Successful growth teams are the ones who failed the most!

Successful growth teams are the ones who failed the most! ATTACH

Growth Hacking here is defined as the methodology of constant experimenting and testing across the whole customer journey, aiming to unlock hidden opportunities and achieve long-term sustainable growth.

Layers to build successful growth teams

1) KPIs

The rationality behind such discovery is pretty straightforward: growth teams are owners of three types of KPIs that are structure in a cadence (from macro to micro):

  • First layer: North Star Metric
  • Second layer: Objectives, or One Metric That Matters
  • Third layer: Experiment or Test;

2) Purpose

Each of them has a different purpose but an equally important responsibility in the trajectory of a growth team:

  • *First layer*: the strategic level, to ensure that growth has an in (company) and out (customer) perspective of where they are heading.
  • *Second layer*: the operational level, to ensure that the growth team is focusing on the right problem at that point in time, which is also the biggest growth/improvement opportunity;
  • *Third layer*: the tactical level, to ensure that the growth team’s activity is deploying high-tempo and small scale tests

3) Success

So what does a win means for each layer of the growth KPIs?

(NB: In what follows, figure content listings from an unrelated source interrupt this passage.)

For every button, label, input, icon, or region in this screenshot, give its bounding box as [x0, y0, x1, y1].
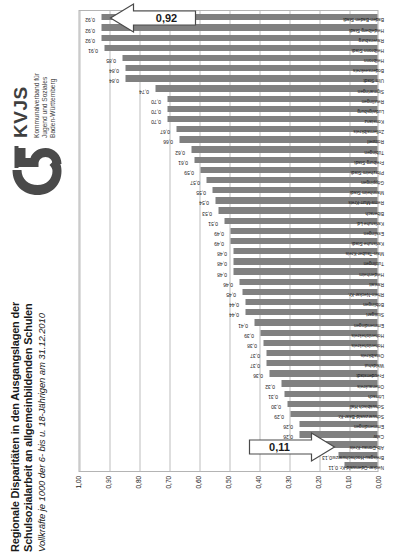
bar-value-label: 0,85	[106, 58, 116, 63]
x-axis-category-label: Heidenheim	[358, 272, 383, 277]
bar-item[interactable]: 0,85Heilbronn	[79, 53, 377, 63]
bar-item[interactable]: 0,38Hohenlohekreis	[79, 338, 377, 348]
kvjs-subtitle-line-2: Jugend und Soziales	[40, 73, 48, 138]
bar-item[interactable]: 0,46Rastatt	[79, 277, 377, 287]
kvjs-subtitle: Kommunalverband für Jugend und Soziales …	[32, 73, 57, 138]
bar-item[interactable]: 0,37Waldshut	[79, 358, 377, 368]
bar-item[interactable]: 0,62Tübingen	[79, 145, 377, 155]
x-axis-category-label: Main-Tauber-Kreis	[345, 251, 383, 256]
x-axis-category-label: Ravensburg	[358, 38, 383, 43]
bar-item[interactable]: 0,61Freiburg Stadt	[79, 155, 377, 165]
bar-item[interactable]: 0,54Rems-Murr-Kreis	[79, 195, 377, 205]
bar-value-label: 0,38	[247, 343, 257, 348]
bar-value-label: 0,54	[199, 200, 209, 205]
bar-value-label: 0,37	[250, 363, 260, 368]
bar-item[interactable]: 0,84Bodenseekreis	[79, 63, 377, 73]
bar-item[interactable]: 0,92Ravensburg	[79, 33, 377, 43]
bar-item[interactable]: 0,45Rhein-Neckar-Kr.	[79, 287, 377, 297]
bar-item[interactable]: 0,70Reutlingen	[79, 94, 377, 104]
bar-item[interactable]: 0,57Göppingen	[79, 175, 377, 185]
x-axis-category-label: Calw	[373, 434, 383, 439]
bar[interactable]	[125, 75, 377, 81]
bar[interactable]	[218, 207, 377, 213]
bar[interactable]	[230, 228, 377, 234]
bar-item[interactable]: 0,41Emmendingen	[79, 317, 377, 327]
bar[interactable]	[167, 116, 377, 122]
bar-item[interactable]: 0,84Ulm Stadt	[79, 73, 377, 83]
bar-item[interactable]: 0,74Sigmaringen	[79, 83, 377, 93]
bar[interactable]	[101, 35, 377, 41]
bar-value-label: 0,11	[328, 465, 338, 470]
bar-value-label: 0,36	[253, 373, 263, 378]
bar-item[interactable]: 0,26Emmendingen	[79, 419, 377, 429]
bar-item[interactable]: 0,67Zollernalbkreis	[79, 124, 377, 134]
bar-value-label: 0,49	[214, 231, 224, 236]
bar-item[interactable]: 0,66Rottweil	[79, 134, 377, 144]
bar[interactable]	[239, 279, 377, 285]
bar-item[interactable]: 0,31Lörrach	[79, 389, 377, 399]
bar-item[interactable]: 0,44Stuttgart	[79, 307, 377, 317]
bar[interactable]	[191, 146, 377, 152]
bar[interactable]	[167, 96, 377, 102]
bar-item[interactable]: 0,59Pforzheim Stadt	[79, 165, 377, 175]
bar-value-label: 0,30	[271, 404, 281, 409]
bar[interactable]	[179, 136, 377, 142]
bar[interactable]	[176, 126, 377, 132]
bar[interactable]	[206, 177, 377, 183]
bar[interactable]	[224, 218, 377, 224]
x-axis-category-label: Biberach	[365, 211, 384, 216]
x-axis-category-label: Stuttgart	[366, 312, 384, 317]
x-axis-category-label: Hohenlohekreis	[351, 343, 384, 348]
bar-item[interactable]: 0,48Tuttlingen	[79, 256, 377, 266]
bar-item[interactable]: 0,51Karlsruhe Ld.	[79, 216, 377, 226]
y-axis-tick-label: 0,70	[165, 476, 172, 488]
bar-value-label: 0,44	[229, 302, 239, 307]
bar-item[interactable]: 0,70Konstanz	[79, 114, 377, 124]
bar-value-label: 0,48	[217, 251, 227, 256]
bar[interactable]	[233, 258, 377, 264]
bar-item[interactable]: 0,91Heilbronn Stadt	[79, 43, 377, 53]
bar[interactable]	[284, 391, 377, 397]
bar[interactable]	[122, 55, 377, 61]
bar[interactable]	[233, 269, 377, 275]
bar-item[interactable]: 0,53Biberach	[79, 206, 377, 216]
bar-item[interactable]: 0,32Ortenaukreis	[79, 378, 377, 388]
x-axis-category-label: Göppingen	[361, 180, 384, 185]
x-axis-category-label: Lörrach	[368, 394, 384, 399]
bar[interactable]	[245, 299, 377, 305]
bar-item[interactable]: 0,55Mannheim Stadt	[79, 185, 377, 195]
bar[interactable]	[104, 45, 377, 51]
bar[interactable]	[167, 106, 377, 112]
x-axis-category-label: Rottweil	[367, 139, 384, 144]
plot-area: 0,11Neckar-Odenwald-Kr.0,13Breisgau-Hoch…	[78, 10, 378, 472]
bar[interactable]	[245, 309, 377, 315]
bar-item[interactable]: 0,44Böblingen	[79, 297, 377, 307]
bar-value-label: 0,92	[85, 28, 95, 33]
bar-item[interactable]: 0,29Schwarzwald-Baar-Kr.	[79, 409, 377, 419]
bar[interactable]	[194, 157, 377, 163]
x-axis-category-label: Bodenseekreis	[352, 68, 383, 73]
x-axis-category-label: Emmendingen	[353, 424, 383, 429]
bar-item[interactable]: 0,36Freudenstadt	[79, 368, 377, 378]
bar-chart: 0,11Neckar-Odenwald-Kr.0,13Breisgau-Hoch…	[78, 10, 378, 472]
bar-item[interactable]: 0,30Schwäbisch Hall	[79, 399, 377, 409]
bar[interactable]	[155, 85, 377, 91]
bar-item[interactable]: 0,37Ostalbkreis	[79, 348, 377, 358]
bar-value-label: 0,61	[178, 160, 188, 165]
y-axis-tick-label: 0,10	[345, 476, 352, 488]
bar[interactable]	[125, 65, 377, 71]
bar-value-label: 0,51	[208, 221, 218, 226]
bar[interactable]	[266, 360, 377, 366]
bar-value-label: 0,29	[274, 414, 284, 419]
x-axis-category-label: Tuttlingen	[363, 261, 383, 266]
bar-value-label: 0,92	[85, 38, 95, 43]
bar-item[interactable]: 0,49Esslingen	[79, 226, 377, 236]
max-value-callout: 0,92	[110, 3, 196, 33]
x-axis-category-label: Ortenaukreis	[357, 384, 384, 389]
bar-item[interactable]: 0,48Heidenheim	[79, 267, 377, 277]
bar-item[interactable]: 0,39Hohenlohekreis	[79, 328, 377, 338]
x-axis-category-label: Schwäbisch Hall	[349, 404, 383, 409]
bar-item[interactable]: 0,48Main-Tauber-Kreis	[79, 246, 377, 256]
bar-item[interactable]: 0,49Karlsruhe Stadt	[79, 236, 377, 246]
bar-item[interactable]: 0,70Ludwigsburg	[79, 104, 377, 114]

  • *First layer*: You are growing both in terms of value perceived by your customers (who are using more your product) and by your company (who is growing in revenue, market share, etc)
  • *Second layer*: You have reached your target (sub-metric) and found a new way to solve a problem that is scalable, repeatable, and can be deployed on a larger scale.
  • *Third layer*: You are taking measured and control risks by running tests and experiments — always connected to the challenge above — to unlock growth opportunities;

    focus on 1 problem at the time (spend time figuring what that should be) and execute as many tests and experiments as you can (effectiveness) — if 1 out 10 experiments is validated (90% failure rate).